01.01.70
Her third album and first for Jagjaguwar, shines, in part at least, thanks to a extraordinary backing band and production help from members of the Walkmen, Wye Oke, and Beirut. The scrappy crowd onstage last night was no match. The bass drawled along perfunctory roots as the drummer coughed up clattering delusion-pop cliché fills at just the wrong times, usually during Van Etten’s quietest, subtlest guitar parts. The three-in harmony was gilded only with the occasional decorative flourishes from an Omnichord and a ukulele, habituated to as texture rather than for their deeper musical possibilities.
And yet despite all that, there were moments when Van Etten seemed to tow air from a secret cavern, stretching words over long musical phrases with the vowels half swallowed, her gate the best instrument for mile s, shaping micro syllables. At those moments she recalls Chan Marshall or Look forward to Sandoval or even Thom Yorke.
No surprise there’s echoes of the ‘90s: Van Etten was an intern for Ben Goldberg of Ba Da Bing Records (now her head), and Goldberg in turn is an indie vet who worked at Matador Records from 1998 to 2004, the glowing age of Chan Marshall. If Etten’s been a student of Cat Power, she seems also to share some of her the West End nerves; one hopes it won’t take her a decade to get over it. [Full disclosure: I wrote for Goldberg’s armoury and played on a Ba Da Bing album.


* [Instructions to follow]:
Without the pictures, set down everything in the listing exactly.

* [Records supplied]:
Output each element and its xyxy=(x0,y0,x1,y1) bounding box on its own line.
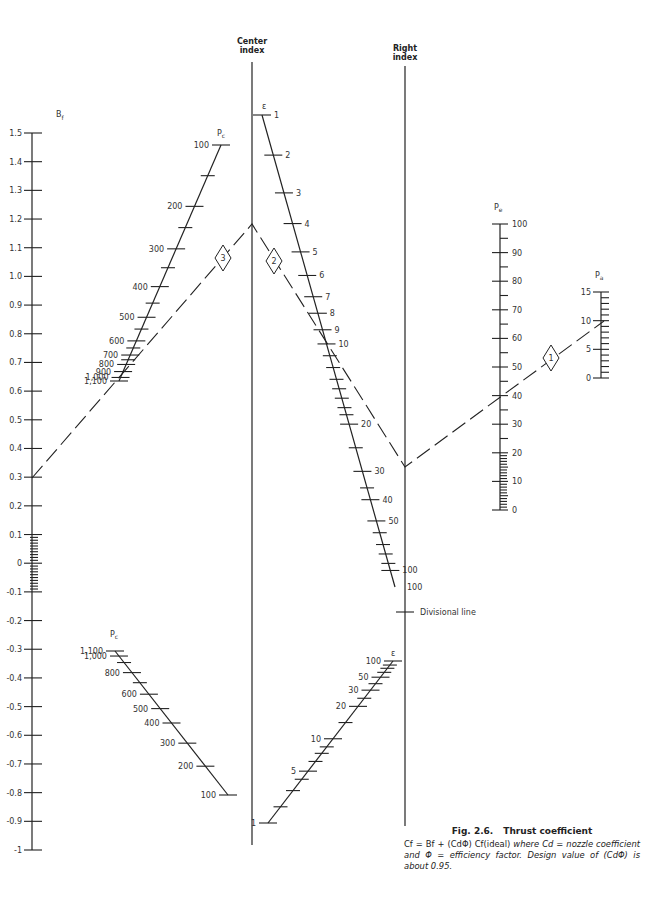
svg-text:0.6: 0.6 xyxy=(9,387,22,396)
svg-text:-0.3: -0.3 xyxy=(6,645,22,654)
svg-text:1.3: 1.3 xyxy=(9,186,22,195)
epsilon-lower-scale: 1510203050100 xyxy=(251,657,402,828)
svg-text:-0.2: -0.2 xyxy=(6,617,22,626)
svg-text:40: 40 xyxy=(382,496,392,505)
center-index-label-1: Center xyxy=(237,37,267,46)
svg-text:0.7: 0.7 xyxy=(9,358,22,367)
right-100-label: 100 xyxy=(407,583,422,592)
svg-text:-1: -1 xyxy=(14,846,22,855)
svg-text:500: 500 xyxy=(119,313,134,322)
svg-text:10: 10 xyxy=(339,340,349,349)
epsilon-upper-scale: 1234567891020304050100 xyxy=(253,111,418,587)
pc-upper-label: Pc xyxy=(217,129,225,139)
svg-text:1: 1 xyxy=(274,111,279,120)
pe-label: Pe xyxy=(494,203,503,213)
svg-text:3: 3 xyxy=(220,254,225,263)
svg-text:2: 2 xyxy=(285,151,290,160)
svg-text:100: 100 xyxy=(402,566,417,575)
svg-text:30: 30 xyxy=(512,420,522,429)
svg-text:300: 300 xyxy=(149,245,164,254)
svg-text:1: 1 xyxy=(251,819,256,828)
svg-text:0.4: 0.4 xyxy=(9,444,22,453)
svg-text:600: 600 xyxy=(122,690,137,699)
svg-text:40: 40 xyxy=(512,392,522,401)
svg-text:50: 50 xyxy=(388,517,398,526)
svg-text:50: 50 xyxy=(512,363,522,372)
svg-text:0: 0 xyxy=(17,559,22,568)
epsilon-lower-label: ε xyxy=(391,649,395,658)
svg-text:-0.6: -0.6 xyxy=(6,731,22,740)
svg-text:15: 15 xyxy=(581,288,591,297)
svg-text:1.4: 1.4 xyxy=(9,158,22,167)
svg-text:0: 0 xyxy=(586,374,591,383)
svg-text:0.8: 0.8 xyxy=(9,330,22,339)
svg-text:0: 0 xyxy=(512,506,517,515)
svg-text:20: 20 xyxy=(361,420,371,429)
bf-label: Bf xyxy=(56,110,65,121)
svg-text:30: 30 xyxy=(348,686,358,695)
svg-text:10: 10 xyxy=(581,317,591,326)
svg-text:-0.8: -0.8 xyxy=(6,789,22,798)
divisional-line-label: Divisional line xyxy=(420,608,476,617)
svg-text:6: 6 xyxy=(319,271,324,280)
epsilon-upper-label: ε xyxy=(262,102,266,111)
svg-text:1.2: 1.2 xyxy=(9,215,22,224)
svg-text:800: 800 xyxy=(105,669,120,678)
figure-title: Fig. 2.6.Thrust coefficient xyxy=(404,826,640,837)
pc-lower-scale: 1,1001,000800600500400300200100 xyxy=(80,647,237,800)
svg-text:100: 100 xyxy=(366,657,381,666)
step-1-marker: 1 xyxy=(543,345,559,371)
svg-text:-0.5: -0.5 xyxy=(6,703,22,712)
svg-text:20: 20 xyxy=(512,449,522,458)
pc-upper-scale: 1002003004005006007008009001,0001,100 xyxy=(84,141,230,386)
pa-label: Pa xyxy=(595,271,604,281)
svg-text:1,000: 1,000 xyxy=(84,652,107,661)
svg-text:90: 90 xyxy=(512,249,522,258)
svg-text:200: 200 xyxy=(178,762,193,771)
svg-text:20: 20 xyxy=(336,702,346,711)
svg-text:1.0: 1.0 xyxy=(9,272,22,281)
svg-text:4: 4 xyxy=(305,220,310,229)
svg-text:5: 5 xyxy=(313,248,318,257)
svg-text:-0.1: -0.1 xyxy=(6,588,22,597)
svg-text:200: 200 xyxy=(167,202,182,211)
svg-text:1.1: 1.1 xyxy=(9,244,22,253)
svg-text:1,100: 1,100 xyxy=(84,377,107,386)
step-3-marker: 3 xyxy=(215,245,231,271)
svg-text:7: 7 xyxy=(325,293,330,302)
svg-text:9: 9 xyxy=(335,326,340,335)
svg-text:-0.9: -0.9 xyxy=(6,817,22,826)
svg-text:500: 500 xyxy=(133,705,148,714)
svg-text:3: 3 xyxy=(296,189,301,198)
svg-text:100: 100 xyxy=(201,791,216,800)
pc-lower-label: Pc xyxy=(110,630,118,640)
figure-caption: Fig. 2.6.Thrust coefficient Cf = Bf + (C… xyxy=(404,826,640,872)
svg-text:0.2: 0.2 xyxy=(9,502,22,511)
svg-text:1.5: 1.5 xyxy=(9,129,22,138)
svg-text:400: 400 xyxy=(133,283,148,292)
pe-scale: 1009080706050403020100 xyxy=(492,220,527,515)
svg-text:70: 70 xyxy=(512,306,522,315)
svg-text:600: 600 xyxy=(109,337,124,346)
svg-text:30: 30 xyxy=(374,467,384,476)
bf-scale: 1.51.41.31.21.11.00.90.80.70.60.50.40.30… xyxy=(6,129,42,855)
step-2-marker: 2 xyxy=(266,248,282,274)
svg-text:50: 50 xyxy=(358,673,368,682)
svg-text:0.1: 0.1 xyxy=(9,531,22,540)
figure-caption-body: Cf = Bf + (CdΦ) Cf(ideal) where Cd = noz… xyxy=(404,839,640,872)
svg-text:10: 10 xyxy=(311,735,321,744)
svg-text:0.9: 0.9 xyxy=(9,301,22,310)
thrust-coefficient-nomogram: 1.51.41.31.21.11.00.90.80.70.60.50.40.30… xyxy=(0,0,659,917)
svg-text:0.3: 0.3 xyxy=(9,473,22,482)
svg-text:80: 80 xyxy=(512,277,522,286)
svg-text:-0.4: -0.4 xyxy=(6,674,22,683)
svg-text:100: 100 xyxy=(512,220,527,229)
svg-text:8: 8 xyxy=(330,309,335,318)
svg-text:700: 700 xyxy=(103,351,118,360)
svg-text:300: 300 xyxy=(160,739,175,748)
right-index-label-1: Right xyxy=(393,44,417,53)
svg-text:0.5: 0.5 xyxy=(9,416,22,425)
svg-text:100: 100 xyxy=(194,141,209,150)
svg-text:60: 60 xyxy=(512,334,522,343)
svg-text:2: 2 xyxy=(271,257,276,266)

* [Exercise solution]:
Output each element and its xyxy=(x0,y0,x1,y1) bounding box on its own line.
svg-text:0.6: 0.6 xyxy=(9,387,22,396)
svg-text:-0.3: -0.3 xyxy=(6,645,22,654)
svg-text:1.3: 1.3 xyxy=(9,186,22,195)
epsilon-lower-scale: 1510203050100 xyxy=(251,657,402,828)
svg-text:-0.2: -0.2 xyxy=(6,617,22,626)
svg-text:40: 40 xyxy=(382,496,392,505)
center-index-label-1: Center xyxy=(237,37,267,46)
svg-text:0.7: 0.7 xyxy=(9,358,22,367)
right-100-label: 100 xyxy=(407,583,422,592)
svg-text:-1: -1 xyxy=(14,846,22,855)
svg-text:500: 500 xyxy=(119,313,134,322)
svg-text:10: 10 xyxy=(339,340,349,349)
epsilon-upper-scale: 1234567891020304050100 xyxy=(253,111,418,587)
pc-upper-label: Pc xyxy=(217,129,225,139)
svg-text:1: 1 xyxy=(274,111,279,120)
pe-label: Pe xyxy=(494,203,503,213)
svg-text:3: 3 xyxy=(220,254,225,263)
svg-text:2: 2 xyxy=(285,151,290,160)
svg-text:100: 100 xyxy=(402,566,417,575)
svg-text:30: 30 xyxy=(512,420,522,429)
svg-text:300: 300 xyxy=(149,245,164,254)
svg-text:1: 1 xyxy=(251,819,256,828)
svg-text:0.4: 0.4 xyxy=(9,444,22,453)
svg-text:600: 600 xyxy=(122,690,137,699)
svg-text:40: 40 xyxy=(512,392,522,401)
svg-text:50: 50 xyxy=(388,517,398,526)
svg-text:50: 50 xyxy=(512,363,522,372)
svg-text:0: 0 xyxy=(17,559,22,568)
epsilon-lower-label: ε xyxy=(391,649,395,658)
svg-text:-0.6: -0.6 xyxy=(6,731,22,740)
svg-text:15: 15 xyxy=(581,288,591,297)
svg-text:1.4: 1.4 xyxy=(9,158,22,167)
svg-text:0: 0 xyxy=(586,374,591,383)
svg-text:0.8: 0.8 xyxy=(9,330,22,339)
svg-text:0: 0 xyxy=(512,506,517,515)
svg-text:20: 20 xyxy=(361,420,371,429)
bf-label: Bf xyxy=(56,110,65,121)
svg-text:30: 30 xyxy=(348,686,358,695)
svg-text:10: 10 xyxy=(581,317,591,326)
svg-text:-0.8: -0.8 xyxy=(6,789,22,798)
divisional-line-label: Divisional line xyxy=(420,608,476,617)
svg-text:6: 6 xyxy=(319,271,324,280)
epsilon-upper-label: ε xyxy=(262,102,266,111)
svg-text:1.2: 1.2 xyxy=(9,215,22,224)
svg-text:800: 800 xyxy=(105,669,120,678)
figure-title: Fig. 2.6.Thrust coefficient xyxy=(404,826,640,837)
pc-lower-scale: 1,1001,000800600500400300200100 xyxy=(80,647,237,800)
svg-text:100: 100 xyxy=(366,657,381,666)
step-1-marker: 1 xyxy=(543,345,559,371)
svg-text:-0.5: -0.5 xyxy=(6,703,22,712)
svg-text:20: 20 xyxy=(512,449,522,458)
pc-upper-scale: 1002003004005006007008009001,0001,100 xyxy=(84,141,230,386)
pa-label: Pa xyxy=(595,271,604,281)
svg-text:1,000: 1,000 xyxy=(84,652,107,661)
svg-text:90: 90 xyxy=(512,249,522,258)
svg-text:200: 200 xyxy=(178,762,193,771)
svg-text:20: 20 xyxy=(336,702,346,711)
svg-text:1.0: 1.0 xyxy=(9,272,22,281)
svg-text:4: 4 xyxy=(305,220,310,229)
svg-text:5: 5 xyxy=(313,248,318,257)
svg-text:-0.1: -0.1 xyxy=(6,588,22,597)
svg-text:200: 200 xyxy=(167,202,182,211)
svg-text:1.1: 1.1 xyxy=(9,244,22,253)
svg-text:1,100: 1,100 xyxy=(84,377,107,386)
step-3-marker: 3 xyxy=(215,245,231,271)
svg-text:7: 7 xyxy=(325,293,330,302)
svg-text:9: 9 xyxy=(335,326,340,335)
svg-text:-0.9: -0.9 xyxy=(6,817,22,826)
svg-text:500: 500 xyxy=(133,705,148,714)
svg-text:3: 3 xyxy=(296,189,301,198)
svg-text:100: 100 xyxy=(201,791,216,800)
pc-lower-label: Pc xyxy=(110,630,118,640)
figure-caption: Fig. 2.6.Thrust coefficient Cf = Bf + (C… xyxy=(404,826,640,872)
svg-text:0.2: 0.2 xyxy=(9,502,22,511)
svg-text:1.5: 1.5 xyxy=(9,129,22,138)
svg-text:400: 400 xyxy=(133,283,148,292)
pe-scale: 1009080706050403020100 xyxy=(492,220,527,515)
svg-text:70: 70 xyxy=(512,306,522,315)
svg-text:600: 600 xyxy=(109,337,124,346)
svg-text:30: 30 xyxy=(374,467,384,476)
bf-scale: 1.51.41.31.21.11.00.90.80.70.60.50.40.30… xyxy=(6,129,42,855)
step-2-marker: 2 xyxy=(266,248,282,274)
svg-text:50: 50 xyxy=(358,673,368,682)
svg-text:0.1: 0.1 xyxy=(9,531,22,540)
figure-caption-body: Cf = Bf + (CdΦ) Cf(ideal) where Cd = noz… xyxy=(404,839,640,872)
svg-text:10: 10 xyxy=(311,735,321,744)
svg-text:0.9: 0.9 xyxy=(9,301,22,310)
thrust-coefficient-nomogram: 1.51.41.31.21.11.00.90.80.70.60.50.40.30… xyxy=(0,0,659,917)
svg-text:0.3: 0.3 xyxy=(9,473,22,482)
svg-text:80: 80 xyxy=(512,277,522,286)
svg-text:-0.4: -0.4 xyxy=(6,674,22,683)
svg-text:100: 100 xyxy=(512,220,527,229)
svg-text:8: 8 xyxy=(330,309,335,318)
svg-text:700: 700 xyxy=(103,351,118,360)
svg-text:300: 300 xyxy=(160,739,175,748)
right-index-label-1: Right xyxy=(393,44,417,53)
svg-text:0.5: 0.5 xyxy=(9,416,22,425)
svg-text:100: 100 xyxy=(194,141,209,150)
svg-text:60: 60 xyxy=(512,334,522,343)
svg-text:2: 2 xyxy=(271,257,276,266)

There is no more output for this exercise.